Fine Art

JK Russ’ ‘Desert Flower Power Landscape’ pleases the eye and skirts controversy

Image
JK Russ at her latest exhibit.
Photo: Steve Marcus
Dawn-Michelle Baude

Three and a half stars

JK Russ, Desert Flower Power Landscape Through September 14, Monday-Friday, 8 a.m.-5 p.m., free. Clark County Government Center Rotunda Gallery, 702-455-0000.

JK Russ heads in a new direction with Desert Flower Power Landscape at the Rotunda Gallery. The artist—applauded for her uncanny collages of voluptuous females, desert scenery and Las Vegas landmarks—exhibits a softer side. Instead of provocative works-on-paper, Russ has created a friendly, interactive installation geared to the general public that literally clothes her interest in the human body.

Russ began by choosing materials that resolve the significant site-specific constraints of the Rotunda: the circular space, constant pedestrian traffic, unpredictable air currents, bright windows and its trio of giant, insectazoid lamps. In the middle of the gallery, she placed a dozen beanbag chairs in a circle with a larger, twin-chair at the center. Each chair is topped with a bright fleece blanket, so that together they resemble a collection of colorful boulders. Each blanket, in turn, is printed with a collage featuring the complex, conceptual layering for which Russ is known.

Half the collages have an amber and coral background, the other half azure and turquoise. In both cases, the background was assembled from torn photographs—either of Red Rock Canyon or the evening sky. At the center of each textured color field, a figure—a volunteer who answered Russ’s call for a photo shoot last year—reclines. The lovely woman dressed in a white shirt and navy blue pencil skirt has a prickly-pear blossom for a head, while another person, in black tank top and shorts, sports the visage of a buckhorn cholla flower. Saguaros seemingly poke from the figures like tumescent tentacles or prickly tails. Hybrids are a hallmark of Russ’s work, and point to larger issues of desert ecologies, evolution and transformation.

Like sirens, the chairs call to passers-by. The welcoming swells and depressions in the beanbags alternately accentuate and obscure the colorful, reclining figures printed on the blankets. The ergonomic attraction of the beanbags is so irresistible that busy government employees sit, sink, relax and think, adding a living layer to the collage. The reclining figures have come to life as real people.

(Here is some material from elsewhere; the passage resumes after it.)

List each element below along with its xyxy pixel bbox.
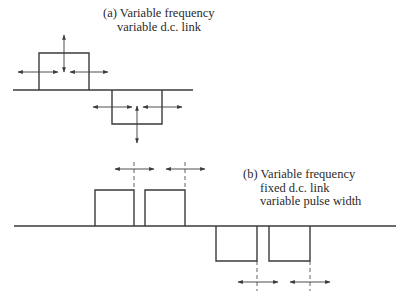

In the wake of controversy over the removal of Cory McMahon’s Space Available from the Rotunda, Russ’ Desert Flower Power Landscape avoids offending critics who hold conservative views of what, exactly, constitutes “art.” In this Russ has succeeded admirably, but in doing so, she has filed her edge. Wrapping a beanbag in a blanket depicting a sexy female hybrid—a beanbag that no one sits on—as she did recently at the Barrick Museum, comments on gender in a way that clothed figures do not, while the dimpled views of her collages—the effect of people sitting on the chairs—compromise their strength. That said, Desert Flower Power Landscape is a happy, interactive show that incorporates people into the artwork and makes them smile.